Monday, Mar. 13, 1950
59 on the Aisle
REFLECTIONS 59 on the Aisle Manhattan has the world's most inhuman subways, some of its most hopelessly snarled traffic and, in the public bars, its most relentless television sets; it also has some of the world's best music and drama. For four years, U.N. staff members have been exposed to the blessings as well as to the curses of their international capital. Last week,the New York Herald Tribune's Peter Kihss set out to discover how they like Manhattan culture.
He found that UNers do not have time to be really full-time culture vultures. The average U.N. delegate goes to the theater or the opera no more than once a month, always finds tickets hard to get. Australia's J. 0. Makin is the most devoted theatergoer (he has sat through Anne of the Thousand Days four times), possibly because in his youth he wanted to be an actor himself. Britain's Alexander Cadogan found American plays rather inferior; as for recent movies he liked best, they were Henry V., Hamlet and Fallen Idol; when Cadogan thought about it, he realized that all three of them were British. As for T. S. Eliot's Cocktail Party (TIME, Jan. 30), Cadogan found some of it a bit difficult to follow. "But of course," he added, "I may be getting hard of hearing."
France's Jean Chauvel was perturbed by Broadway's outbursts of pessimisanthro-py, e.g., Death of a Salesman, preferred the gloom of museums to the gloom of theaters and the zephyrs of chamber music to the hurricanes of opera. China's Dr. P. C. Chang thought Oscar Hammerstein's lyrics were delightfully fresh but could not pay the same compliment to the Metropolitan Opera's chorus.
Yugoslavia's Ales Bebler, commenting on All the King's Men (a fictional film biography of Huey Long, Louisiana's late little Tito) found it a threat to democracy. "The main idea you get out of it is that you .can believe no politicians . . . Even the most humble farmer rising to be a governor of a state is necessarily corrupted by power, it says, and after a while develops a fascist tendency and has SS troops around him. It makes for pessimism. It undermines democracy."
U.N. Secretary General Trygve Lie admitted that he did not have much chance to go to the theater these days. "I am sorry to confess," said he, "that this winter I got a television set." When he gets time, between work and watching TV, he loves to see a good baseball game. He is a Dodger fan.
This file is automatically generated by a robot program, so reader's discretion is required.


▶ [Exercise requirements]
If a line below contains the string "Foreign", return that line.

(Data extracted from a collection)
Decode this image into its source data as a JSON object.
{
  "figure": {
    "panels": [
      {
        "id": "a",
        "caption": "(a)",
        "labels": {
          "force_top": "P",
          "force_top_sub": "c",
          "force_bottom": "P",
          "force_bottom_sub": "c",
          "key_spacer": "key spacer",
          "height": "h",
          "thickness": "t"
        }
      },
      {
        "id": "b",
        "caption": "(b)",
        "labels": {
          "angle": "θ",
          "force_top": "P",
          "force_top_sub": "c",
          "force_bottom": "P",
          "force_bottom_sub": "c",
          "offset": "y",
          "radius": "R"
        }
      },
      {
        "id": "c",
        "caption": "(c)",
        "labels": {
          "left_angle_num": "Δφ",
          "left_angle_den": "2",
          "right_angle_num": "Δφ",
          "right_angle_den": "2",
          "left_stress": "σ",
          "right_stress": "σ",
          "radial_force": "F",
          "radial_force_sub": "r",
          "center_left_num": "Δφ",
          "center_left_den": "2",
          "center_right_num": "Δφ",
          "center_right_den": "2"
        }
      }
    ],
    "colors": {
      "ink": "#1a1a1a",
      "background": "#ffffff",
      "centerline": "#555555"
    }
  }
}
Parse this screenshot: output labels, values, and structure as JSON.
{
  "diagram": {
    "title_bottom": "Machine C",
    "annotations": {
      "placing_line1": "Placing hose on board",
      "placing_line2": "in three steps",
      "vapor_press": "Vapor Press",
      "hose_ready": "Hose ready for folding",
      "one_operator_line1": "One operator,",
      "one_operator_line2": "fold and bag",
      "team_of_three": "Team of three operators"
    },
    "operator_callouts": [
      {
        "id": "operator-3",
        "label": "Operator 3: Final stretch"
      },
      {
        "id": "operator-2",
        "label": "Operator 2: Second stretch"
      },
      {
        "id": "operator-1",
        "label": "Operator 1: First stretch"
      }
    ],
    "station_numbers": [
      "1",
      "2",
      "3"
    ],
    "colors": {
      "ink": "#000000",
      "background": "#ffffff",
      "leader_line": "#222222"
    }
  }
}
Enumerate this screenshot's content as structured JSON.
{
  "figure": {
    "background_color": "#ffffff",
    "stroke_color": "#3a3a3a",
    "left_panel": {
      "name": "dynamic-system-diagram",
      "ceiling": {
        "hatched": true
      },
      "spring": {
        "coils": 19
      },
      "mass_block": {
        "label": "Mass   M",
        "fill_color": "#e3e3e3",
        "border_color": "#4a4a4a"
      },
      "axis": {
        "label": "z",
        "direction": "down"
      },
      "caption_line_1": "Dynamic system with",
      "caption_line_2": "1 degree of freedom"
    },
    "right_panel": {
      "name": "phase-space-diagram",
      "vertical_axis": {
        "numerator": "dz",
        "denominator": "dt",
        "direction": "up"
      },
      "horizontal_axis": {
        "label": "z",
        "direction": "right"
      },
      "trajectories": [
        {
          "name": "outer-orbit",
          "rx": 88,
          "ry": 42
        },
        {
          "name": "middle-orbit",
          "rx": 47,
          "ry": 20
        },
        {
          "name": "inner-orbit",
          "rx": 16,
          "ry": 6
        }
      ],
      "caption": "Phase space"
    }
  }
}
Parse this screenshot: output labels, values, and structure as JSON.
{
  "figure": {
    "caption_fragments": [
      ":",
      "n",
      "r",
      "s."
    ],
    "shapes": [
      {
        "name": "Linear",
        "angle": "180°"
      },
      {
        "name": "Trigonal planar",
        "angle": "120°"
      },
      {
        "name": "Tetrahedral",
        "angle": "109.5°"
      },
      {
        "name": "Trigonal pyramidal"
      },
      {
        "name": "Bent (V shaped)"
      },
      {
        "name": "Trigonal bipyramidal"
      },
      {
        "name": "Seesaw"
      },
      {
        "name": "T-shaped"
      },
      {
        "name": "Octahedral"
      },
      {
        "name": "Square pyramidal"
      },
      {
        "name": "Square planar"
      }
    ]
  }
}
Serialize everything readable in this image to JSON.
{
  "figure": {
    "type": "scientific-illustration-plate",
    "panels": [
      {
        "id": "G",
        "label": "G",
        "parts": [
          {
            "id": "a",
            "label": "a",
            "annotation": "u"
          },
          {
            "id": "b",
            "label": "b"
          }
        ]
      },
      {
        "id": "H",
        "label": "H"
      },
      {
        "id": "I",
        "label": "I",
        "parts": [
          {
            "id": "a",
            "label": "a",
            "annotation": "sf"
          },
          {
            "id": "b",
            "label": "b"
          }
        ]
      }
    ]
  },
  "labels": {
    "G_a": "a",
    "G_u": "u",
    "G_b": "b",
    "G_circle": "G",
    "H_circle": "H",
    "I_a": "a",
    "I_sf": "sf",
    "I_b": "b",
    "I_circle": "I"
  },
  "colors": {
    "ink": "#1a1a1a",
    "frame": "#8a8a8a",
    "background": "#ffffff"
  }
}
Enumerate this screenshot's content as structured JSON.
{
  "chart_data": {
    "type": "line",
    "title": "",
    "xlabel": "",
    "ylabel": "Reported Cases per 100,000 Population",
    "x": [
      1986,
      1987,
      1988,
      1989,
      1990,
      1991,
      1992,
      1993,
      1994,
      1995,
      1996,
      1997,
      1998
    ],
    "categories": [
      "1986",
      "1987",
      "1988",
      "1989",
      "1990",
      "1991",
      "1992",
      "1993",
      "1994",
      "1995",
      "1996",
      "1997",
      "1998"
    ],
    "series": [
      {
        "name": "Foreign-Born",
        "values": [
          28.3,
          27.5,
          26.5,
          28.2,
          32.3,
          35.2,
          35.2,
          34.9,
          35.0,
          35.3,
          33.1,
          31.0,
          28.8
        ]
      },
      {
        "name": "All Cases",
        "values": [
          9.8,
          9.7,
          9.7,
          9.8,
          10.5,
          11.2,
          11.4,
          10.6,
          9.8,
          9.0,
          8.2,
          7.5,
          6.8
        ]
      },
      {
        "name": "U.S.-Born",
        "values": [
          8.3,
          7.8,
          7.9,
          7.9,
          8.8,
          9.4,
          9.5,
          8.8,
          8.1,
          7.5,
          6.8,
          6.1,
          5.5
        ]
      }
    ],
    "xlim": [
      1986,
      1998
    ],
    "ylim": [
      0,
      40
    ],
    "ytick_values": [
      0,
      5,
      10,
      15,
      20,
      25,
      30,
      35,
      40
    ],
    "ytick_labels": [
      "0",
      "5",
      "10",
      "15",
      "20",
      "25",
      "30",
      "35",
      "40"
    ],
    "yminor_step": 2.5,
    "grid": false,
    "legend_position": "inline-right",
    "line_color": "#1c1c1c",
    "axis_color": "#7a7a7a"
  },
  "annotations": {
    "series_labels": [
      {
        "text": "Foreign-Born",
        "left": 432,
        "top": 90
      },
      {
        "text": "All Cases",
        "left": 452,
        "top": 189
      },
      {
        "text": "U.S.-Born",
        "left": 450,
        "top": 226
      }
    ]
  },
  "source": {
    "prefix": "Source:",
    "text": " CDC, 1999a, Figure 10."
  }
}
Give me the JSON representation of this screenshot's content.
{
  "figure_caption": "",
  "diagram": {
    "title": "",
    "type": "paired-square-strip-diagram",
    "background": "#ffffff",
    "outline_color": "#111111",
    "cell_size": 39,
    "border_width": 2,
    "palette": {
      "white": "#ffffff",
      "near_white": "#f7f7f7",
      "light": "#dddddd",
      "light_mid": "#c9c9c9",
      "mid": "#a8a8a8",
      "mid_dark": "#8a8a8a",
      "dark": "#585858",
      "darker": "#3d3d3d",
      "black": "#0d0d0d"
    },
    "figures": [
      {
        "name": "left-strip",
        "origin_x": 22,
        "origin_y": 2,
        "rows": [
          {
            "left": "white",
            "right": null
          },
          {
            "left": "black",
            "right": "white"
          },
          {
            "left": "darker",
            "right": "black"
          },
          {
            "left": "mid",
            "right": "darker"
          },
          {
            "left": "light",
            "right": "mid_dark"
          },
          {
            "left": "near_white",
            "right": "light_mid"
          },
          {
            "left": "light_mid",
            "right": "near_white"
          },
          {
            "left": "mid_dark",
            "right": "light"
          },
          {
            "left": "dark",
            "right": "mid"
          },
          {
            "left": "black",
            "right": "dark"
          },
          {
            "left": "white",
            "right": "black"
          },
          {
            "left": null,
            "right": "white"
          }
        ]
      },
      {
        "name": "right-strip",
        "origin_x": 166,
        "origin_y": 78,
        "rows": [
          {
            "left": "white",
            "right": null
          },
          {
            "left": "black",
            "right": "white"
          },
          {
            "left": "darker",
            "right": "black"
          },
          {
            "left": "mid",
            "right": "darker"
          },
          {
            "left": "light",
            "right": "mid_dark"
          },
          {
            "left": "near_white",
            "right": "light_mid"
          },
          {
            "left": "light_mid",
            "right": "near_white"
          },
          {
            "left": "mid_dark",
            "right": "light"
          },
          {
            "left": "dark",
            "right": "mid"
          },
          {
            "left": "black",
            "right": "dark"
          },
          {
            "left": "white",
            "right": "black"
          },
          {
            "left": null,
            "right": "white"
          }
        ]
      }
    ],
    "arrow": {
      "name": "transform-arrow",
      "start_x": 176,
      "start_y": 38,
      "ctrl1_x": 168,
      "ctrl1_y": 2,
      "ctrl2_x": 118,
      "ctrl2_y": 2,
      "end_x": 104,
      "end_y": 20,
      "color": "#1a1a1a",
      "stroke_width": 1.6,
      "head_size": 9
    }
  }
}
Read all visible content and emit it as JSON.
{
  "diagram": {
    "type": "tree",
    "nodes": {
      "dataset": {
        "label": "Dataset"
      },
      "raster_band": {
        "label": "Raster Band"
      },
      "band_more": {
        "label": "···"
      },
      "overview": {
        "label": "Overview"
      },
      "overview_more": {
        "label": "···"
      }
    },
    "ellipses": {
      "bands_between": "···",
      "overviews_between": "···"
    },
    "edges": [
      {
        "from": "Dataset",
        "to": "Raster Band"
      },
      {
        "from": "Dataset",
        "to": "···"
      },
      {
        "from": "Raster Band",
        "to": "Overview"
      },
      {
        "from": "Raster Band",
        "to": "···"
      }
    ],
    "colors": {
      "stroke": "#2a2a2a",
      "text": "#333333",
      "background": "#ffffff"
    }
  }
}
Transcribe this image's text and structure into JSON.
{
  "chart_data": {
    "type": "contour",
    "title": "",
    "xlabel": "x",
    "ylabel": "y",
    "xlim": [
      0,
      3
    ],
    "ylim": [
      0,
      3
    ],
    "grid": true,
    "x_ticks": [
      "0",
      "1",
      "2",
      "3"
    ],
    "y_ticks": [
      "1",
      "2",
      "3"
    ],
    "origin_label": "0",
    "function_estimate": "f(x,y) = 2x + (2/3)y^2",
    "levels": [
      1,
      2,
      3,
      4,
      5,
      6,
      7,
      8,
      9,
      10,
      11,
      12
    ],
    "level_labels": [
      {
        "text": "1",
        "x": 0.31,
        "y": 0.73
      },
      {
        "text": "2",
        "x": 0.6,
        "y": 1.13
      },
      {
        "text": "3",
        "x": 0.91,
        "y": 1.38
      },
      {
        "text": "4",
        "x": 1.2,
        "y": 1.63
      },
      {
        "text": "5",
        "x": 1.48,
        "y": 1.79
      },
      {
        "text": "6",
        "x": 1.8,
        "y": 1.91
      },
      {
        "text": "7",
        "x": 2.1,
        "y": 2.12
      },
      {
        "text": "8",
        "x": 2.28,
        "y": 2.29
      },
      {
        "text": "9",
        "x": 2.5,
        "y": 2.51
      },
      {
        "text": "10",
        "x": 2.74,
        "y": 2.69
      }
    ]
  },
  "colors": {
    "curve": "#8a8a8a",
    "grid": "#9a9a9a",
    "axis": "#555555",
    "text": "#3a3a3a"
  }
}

▶ [Solution for this task]
        "name": "Foreign-Born",
        "text": "Foreign-Born",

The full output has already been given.